To get around this obstacle, I timed my trips north to coincide with the short window each summer when the land was thawed and the ice gone. I’d set up research camps on nameless islands, filled with graduate students who mucked about the mud in search of my treasure. Like migratory birds, we would drop in and flit around, with one eye always on the timing of our escape. Mangy icebergs lingered offshore, relics of the winter pas­t. We would stay a few weeks, a month at most, and leave as snow flurries signaled winter’s return.

Aside from that short spell each summer, the beaches and bays in which we worked are usually frozen solid. The windswept snow on the land slopes down and fuses to the flat, white plane of solid sea ice. In much of the Arctic, through most of the year, you can walk off the land and onto the ocean as easily and mindlessly as you step off your driveway and onto the street. The Inuit have been using the sea ice—the floe—for ages. They need it to get around, to hunt and to camp. It is a crucial piece of traditional Arctic infrastructure. But it has a limit. There is always a point some ways out where the sea’s solid surface stops and the ocean becomes fluid again. They call that place The Edge.
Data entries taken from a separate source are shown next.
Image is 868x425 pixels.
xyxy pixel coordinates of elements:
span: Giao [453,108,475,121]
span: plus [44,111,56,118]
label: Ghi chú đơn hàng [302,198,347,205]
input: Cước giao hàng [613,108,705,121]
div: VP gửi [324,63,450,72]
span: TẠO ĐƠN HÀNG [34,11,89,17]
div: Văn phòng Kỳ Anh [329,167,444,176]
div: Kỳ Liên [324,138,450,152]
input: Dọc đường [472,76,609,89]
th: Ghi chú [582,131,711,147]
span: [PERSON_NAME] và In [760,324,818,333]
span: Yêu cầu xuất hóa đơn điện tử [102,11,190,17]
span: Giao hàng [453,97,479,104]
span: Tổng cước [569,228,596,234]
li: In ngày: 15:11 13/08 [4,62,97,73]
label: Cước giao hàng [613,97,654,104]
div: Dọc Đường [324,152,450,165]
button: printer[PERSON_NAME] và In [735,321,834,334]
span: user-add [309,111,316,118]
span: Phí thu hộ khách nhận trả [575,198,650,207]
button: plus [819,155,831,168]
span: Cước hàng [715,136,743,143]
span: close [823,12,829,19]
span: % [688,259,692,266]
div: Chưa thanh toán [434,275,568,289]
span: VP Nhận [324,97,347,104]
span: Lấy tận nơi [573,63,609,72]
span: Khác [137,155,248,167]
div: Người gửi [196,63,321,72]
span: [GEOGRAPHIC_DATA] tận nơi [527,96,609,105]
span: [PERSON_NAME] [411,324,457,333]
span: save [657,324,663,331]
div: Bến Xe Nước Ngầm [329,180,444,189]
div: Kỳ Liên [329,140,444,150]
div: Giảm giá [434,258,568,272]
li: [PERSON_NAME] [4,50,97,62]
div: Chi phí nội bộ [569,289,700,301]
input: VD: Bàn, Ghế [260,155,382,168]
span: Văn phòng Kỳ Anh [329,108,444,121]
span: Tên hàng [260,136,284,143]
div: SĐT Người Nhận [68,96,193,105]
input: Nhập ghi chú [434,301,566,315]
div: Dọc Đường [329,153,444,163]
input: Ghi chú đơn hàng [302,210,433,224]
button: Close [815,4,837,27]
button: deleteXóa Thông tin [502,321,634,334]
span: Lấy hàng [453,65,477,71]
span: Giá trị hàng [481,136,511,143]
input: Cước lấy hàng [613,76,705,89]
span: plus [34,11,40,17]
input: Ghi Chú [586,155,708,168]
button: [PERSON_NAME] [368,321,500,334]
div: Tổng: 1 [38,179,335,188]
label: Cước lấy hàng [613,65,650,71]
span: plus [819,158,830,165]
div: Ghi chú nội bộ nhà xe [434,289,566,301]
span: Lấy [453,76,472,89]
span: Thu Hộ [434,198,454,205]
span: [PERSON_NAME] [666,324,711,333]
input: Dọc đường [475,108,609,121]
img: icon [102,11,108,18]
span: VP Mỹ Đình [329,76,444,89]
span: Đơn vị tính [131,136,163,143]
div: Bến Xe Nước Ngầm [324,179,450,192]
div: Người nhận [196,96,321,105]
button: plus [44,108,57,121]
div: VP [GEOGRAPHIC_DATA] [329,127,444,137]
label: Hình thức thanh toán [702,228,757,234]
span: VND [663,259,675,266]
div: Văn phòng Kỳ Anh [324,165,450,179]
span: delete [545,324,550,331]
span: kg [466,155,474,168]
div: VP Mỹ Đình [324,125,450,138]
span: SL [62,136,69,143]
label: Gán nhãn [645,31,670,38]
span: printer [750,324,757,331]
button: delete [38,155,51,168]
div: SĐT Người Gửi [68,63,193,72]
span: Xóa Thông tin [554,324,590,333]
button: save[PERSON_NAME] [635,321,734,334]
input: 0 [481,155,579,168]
         For years, I have read my adventurers’ accounts of The Edge. They were outsiders who bumped up against the thing in their boats, stymied in their attempts to sail onward by a great, white wall of impenetrable ice. Others, arriving from the opposite side, stopped and stared forlornly at an impassable expanse of extremely cold water. To those explorers, The Edge was a perilous place. It was the horizon made manifest in a single, straight line. It was the end from either side.